The disadvantages that prevent the widespread introduction of this drug – high doses and long duration of treatment.
Pentamidine is used as a reserve drug in the hemolymphatic stage of sleeping sickness, although it does not act on some strains of Trypanosoma brucei rhodesiense. For adults and children, the drug is administered intramuscularly or intravenously in a dose of 4 mg / kg / day for 10 days. Acute adverse reactions include nausea, vomiting, tachycardia, and hypotension. As a rule, they are transitory and do not always require discontinuation of the drug. In addition, there may be nephrotoxic effects, changes in the biochemical parameters of liver function, neutropenia, rash, hypoglycemia and aseptic abscesses.

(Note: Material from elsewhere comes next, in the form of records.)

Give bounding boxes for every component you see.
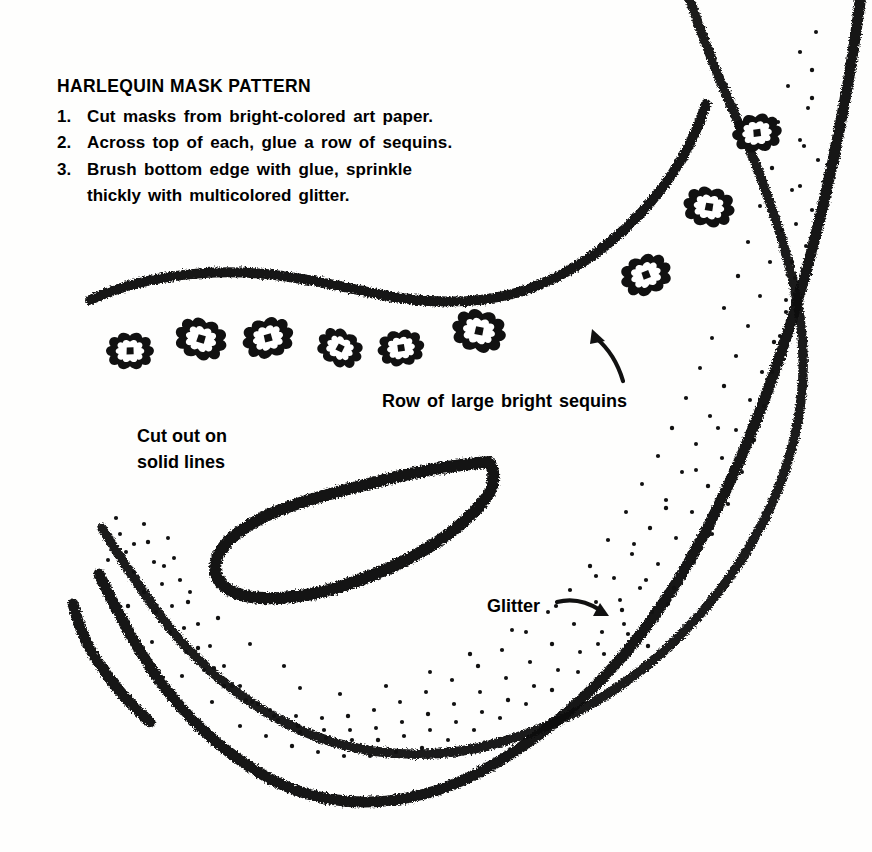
step-number: 1. [57,104,87,130]
instruction-step-2: 2. Across top of each, glue a row of seq… [57,130,527,156]
sequin [106,333,154,369]
instruction-step-1: 1. Cut masks from bright-colored art pap… [57,104,527,130]
callout-glitter: Glitter [487,596,540,617]
step-number: 3. [57,157,87,183]
step-number: 2. [57,130,87,156]
callout-row-of-sequins: Row of large bright sequins [382,391,627,412]
sequin [238,313,298,363]
sequin [375,327,426,369]
callout-cutout-line-2: solid lines [137,449,287,475]
page-title: HARLEQUIN MASK PATTERN [57,76,527,97]
eye-hole-cutout [215,462,493,598]
instructions-block: HARLEQUIN MASK PATTERN 1. Cut masks from… [57,76,527,209]
instruction-step-3: 3. Brush bottom edge with glue, sprinkle [57,157,527,183]
callout-cut-out-on-solid-lines: Cut out on solid lines [137,423,287,475]
sequin [170,312,232,366]
step-text: Cut masks from bright-colored art paper. [87,104,527,130]
instruction-step-3-continuation: thickly with multicolored glitter. [87,183,527,209]
arrow-to-sequin [590,329,623,381]
sequin [311,321,369,374]
step-text: Brush bottom edge with glue, sprinkle [87,157,527,183]
sequin [448,305,510,357]
sequin [680,183,738,231]
sequin [615,248,677,302]
illustration-page: HARLEQUIN MASK PATTERN 1. Cut masks from… [0,0,872,852]
arrow-to-glitter [557,600,609,616]
callout-cutout-line-1: Cut out on [137,423,287,449]
step-text: Across top of each, glue a row of sequin… [87,130,527,156]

Melarsoprol is the drug of choice at the meningoencephalitic stage of the Rhodesian form of sleeping sickness. Since the drug is effective at both stages of the disease, it is also used at the hemolymphatic stage with the ineffectiveness or intolerance of suramin and pentamidine. However, due to its high toxicity, melarsoprol cannot be considered the drug of choice at the hemolymphatic stage. Adults spend three three-day course of treatment. At the same time, melarsoprol is administered in a dose of 2-3.6 mg / kg / day intravenously fractionally, every 8 hours for 3 days, then, after a break of 1 week, 3.6 mg / kg / day fractionally, every 8 h for 3 days After 10-21 days, the last course of treatment is carried out – the same as the second.
Weakened patients before the treatment with melarsoprol for 2-4 days prescribed suramin. In these cases, it is recommended to start treatment with 18 mg of melarsoprol, gradually increasing the dose to normal. For children, the total dose of the drug should be 18-25 mg / kg; enter it within 1 month. At the same time, they start from 0.36 mg / kg / day IV, gradually increasing the dose at intervals of 1-5 days to a maximum of 3.6 mg / kg / day. A total of 9-10 doses are administered.
Due to the high toxicity of melarsoprol, it is administered very carefully. In some studies, the incidence of drug encephalopathy reached 18%. This pathology is accompanied by high fever, headache, tremors, speech disorders, epileptic seizures, coma; death is possible. At the first signs of encephalopathy, treatment is stopped, but after several days after the symptoms disappear, you can carefully continue the administration of the drug in lower doses.
The ingestion of the drug in the soft tissue is accompanied by a pronounced local reaction. In addition, vomiting, abdominal pain, nephrotoxic and cardiotoxic effects are observed.
Treatment of the meningoencephalitic stage of the Rhodesian form of sleeping sickness in persons who cannot tolerate melarsoprol is difficult. One of the possible approaches is the administration of triparsamide in combination with suramin. However, this combination does not always help, because suramin does not penetrate through the blood-brain barrier, and tryparsamide acts on Trypanosoma brucei rhodesiense much weaker than Trypanosoma brucei gambiense. Tryparsamide is administered at 30 mg / kg (maximum dose – 2 g) in / in 1 time in 5 days – only 12 doses. Suramin is administered at 10 mg / kg i.v. in 1 time per 5 days – also 12 doses. Treatment with tryparsamide may be accompanied by encephalopathy, fever, vomiting, abdominal pain, rash, tinnitus, and visual impairment.
Another approach is to administer eflornithine, however, with respect to Trypanosoma brucei rhodesiense, it is not always active.
Prevention of African Trypanosomiasis (Sleeping Sickness)
Prevention of African trypanosomiasis is to avoid contact with the tsetse fly. Foci of this disease should be visited only when necessary and with the observance of precautionary measures (light clothes – trousers, long-sleeved shirt, overalls for those constantly working in foci, repellents).
Prevents the disease (West African form) for a period of up to 6 months with a single intramuscular administration of pentamidine (lomidine). If necessary, the injection of pentamidine after 6 months is repeated under medical supervision.